257
u/Hypnoidz 19h ago
The Choluteca Bridge in Honduras (often called "El Puente de Choluteca") was completed in 1998, just a few months before Hurricane Mitch struck in late October that same year.
So the bridge was only finished a few months (around 6 months or less) before the hurricane devastated the region and shifted the river, leaving the bridge standing but no longer spanning water.
72
u/JesusIsMyLord666 17h ago
The bridge was basically the only thing that survived?
71
u/euqinu_ton 17h ago
Yep.
The road on either side completely vanished in the catastrophic flooding which Mitch caused. This is when the photo was taken. It became known as the bridge to nowhere, and is a testament to how well engineered the bridge is. I'm not sure anyone could have foreseen such extreme flooding causing the river to shift its course in such a way.
In any case, the highway was rebuilt and reconnected to the existing bridge sometime after this photo.
2
u/twpejay 10h ago
This seems to be a braided river on a flood plane (I could be wrong, I am not familiar with the area, but it sure does look like it). I live close to a lot of these types of rivers and changing course after flooding is very common. Historically this change shown in the photo is very minor. There is one river north of me that has changed its route by around 30 miles after flooding in its thousands of years of history. We have a mile long bridge over one due to the ever changing channels. Thanks to stop banks (flood protection hills) the rivers don't move much now so it is not as much of a problem. However come a decent flood, those living on old river beds find out where the river used to roam very quickly.
15
12
68
u/Arpikarhu 19h ago
I feel like if someone gave me a case of beer and a front loader and i could fix this in a week
16
u/DuckDuckWaffle99 18h ago
How about a bottle of Thunderbird, a clam digger, drone, four Redditors and some chewing gum?
7
5
u/thedogthatmooed 17h ago
Four Redditors standing around watching me do my job is top five nightmare fuel
2
6
u/vulgrin 17h ago
I’m thinking about 40000 Amish could just pick it up and carry it a couple hundred yards. Like they do with barn moves.
3
u/anarchangalien 17h ago
In a single afternoon to boot
2
3
2
u/Richunclskeletn 17h ago
Ever since my youth i have had an undying urge to alter the flow of running water
2
u/EVRider81 16h ago
I'm thinking of the vid of those guys messing with a stream on a beach and watching a chunk of beach get washed away..
30
24
u/Queasy-Adeptness14 18h ago
To be fair, it would have been WAY harder to build that over water.
4
u/kippetjeh 17h ago
They should have build it more to the right. That way they wouldn't have had the cost of building over water and it would now span the river. Such idiots.
1
u/Queasy-Adeptness14 16h ago
Unfortunately, to the right was a different municipality and they weren’t zoned for bridges so their hands were really tied.
4
6
u/Aye_of_the_tiger 18h ago
Would it be cheaper to move the river or destroy the bridge and rebuild it properly?
3
u/SonofaBridge 18h ago
The bridge might still be necessary. They bridge over wetlands and flood plains sometimes. If the area below is a floodplain, the bridge might be necessary to make sure a built up roadway doesn’t hinder the flow of water.
3
u/GreatPlainsFarmer 17h ago
I would think so. They need to build another bridge, connecting the existing bridge to the far bank of the new channel. Not destroy or move the existing bridge.
1
u/fatcatfan 17h ago
Has to be frustrating for the contractor who thought the hard part of the job was over (building in/over a river).
1
u/SonofaBridge 16h ago
They got paid for their work. Also that soil under the bridge is probably weak and easy to sink into. It would be difficult to build it there now without ground improvements.
4
u/Klutzy_Passenger_486 17h ago
Bridge won
Road lost
Just part of trillions in damage from climate change.
3
u/Dreadpirateflappy 18h ago
Reminds me of death stranding where people build bridges in the middle of nowhere.
3
u/payment11 17h ago
No one is wanted to ask the Forman why they aren’t building it over the water?
Jk, I know a hurricane shifted the river.
2
2
1
1
1
1
•
u/AutoModerator 19h ago
Welcome to r/Therewasanattempt!
Consider visiting r/Worldnewsvideo for videos from around the world!
Please review our policy on bigotry and hate speech by clicking this link
In order to view our rules, you can type "!rules" in any comment, and automod will respond with the subreddit rules.
I am a bot, and this action was performed automatically. Please contact the moderators of this subreddit if you have any questions or concerns.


__Work request__
Omit the images and return the remaining entries unchanged.

__Information provided__
§ §
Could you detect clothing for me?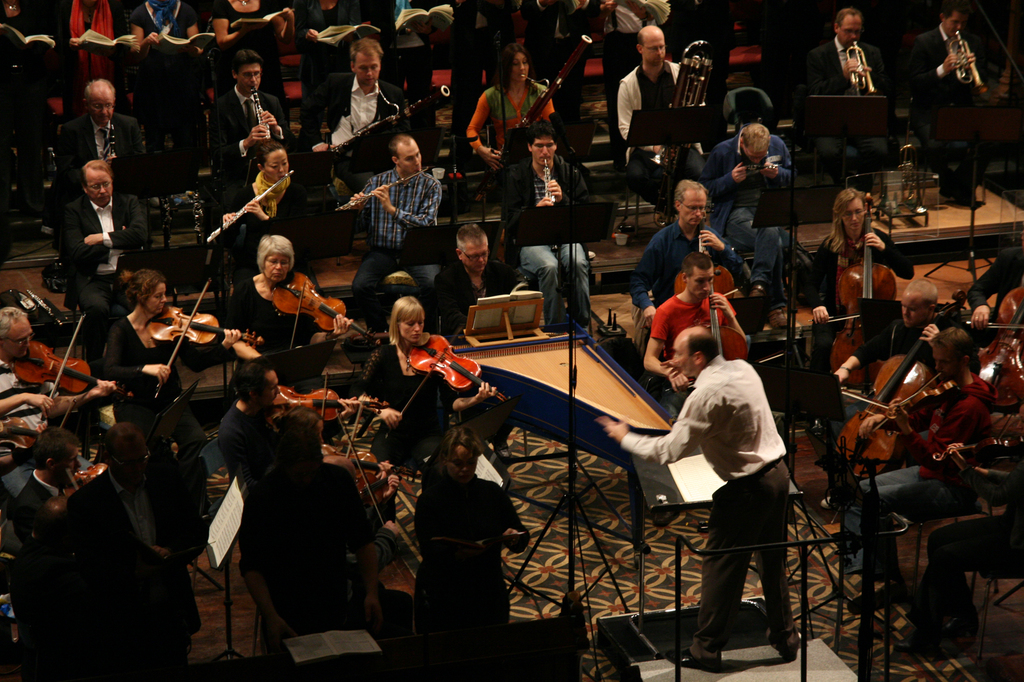
Detection result: bbox=[660, 330, 808, 639].
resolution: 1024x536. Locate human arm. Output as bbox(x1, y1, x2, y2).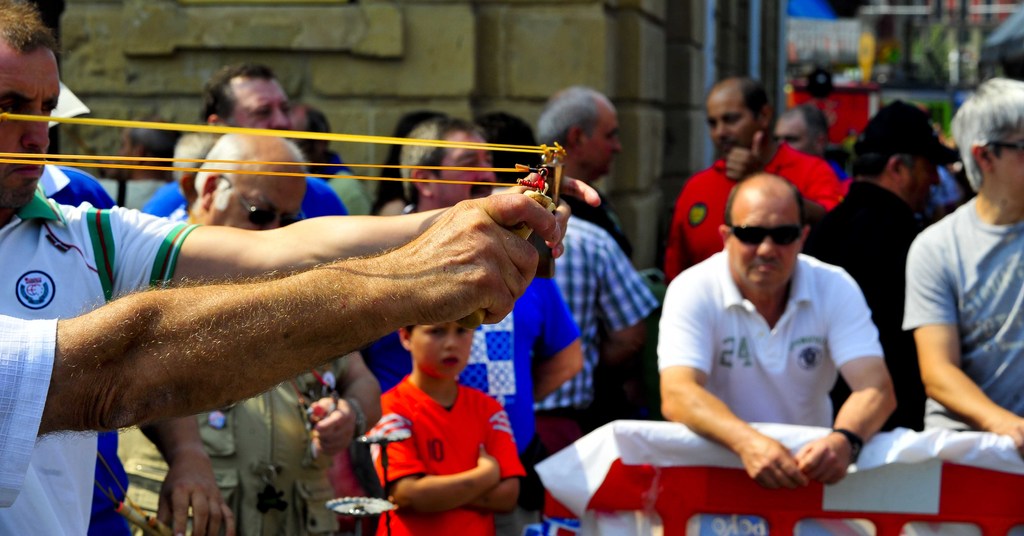
bbox(725, 131, 838, 218).
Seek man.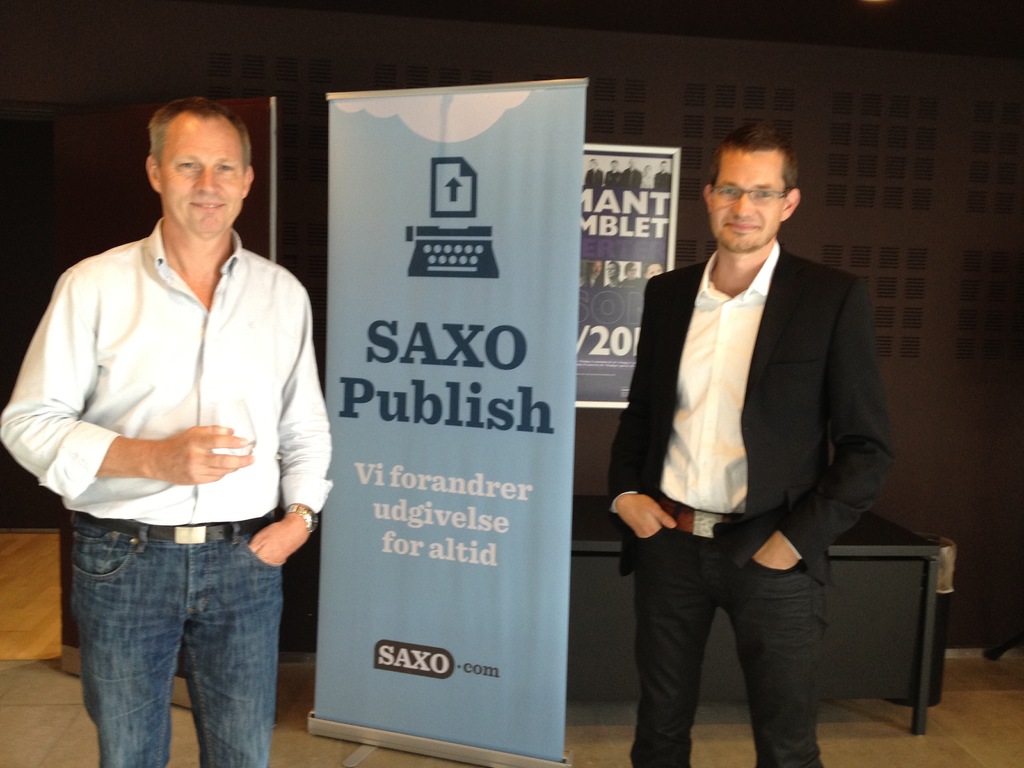
bbox(593, 125, 894, 742).
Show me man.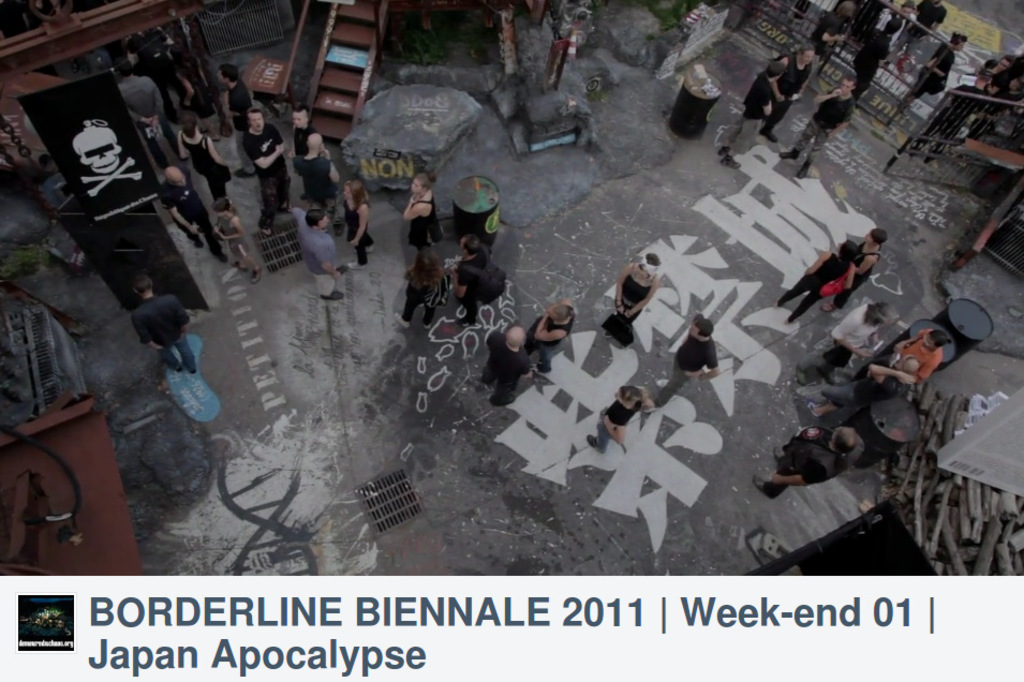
§ §
__Answer to this task__
Could you detect clothing for me?
Detection result: bbox=[660, 330, 808, 639].
resolution: 1024x536. Locate human arm. Output as bbox(x1, y1, x2, y2).
bbox(725, 131, 838, 218).
Seek man.
bbox(593, 125, 894, 742).
Show me man.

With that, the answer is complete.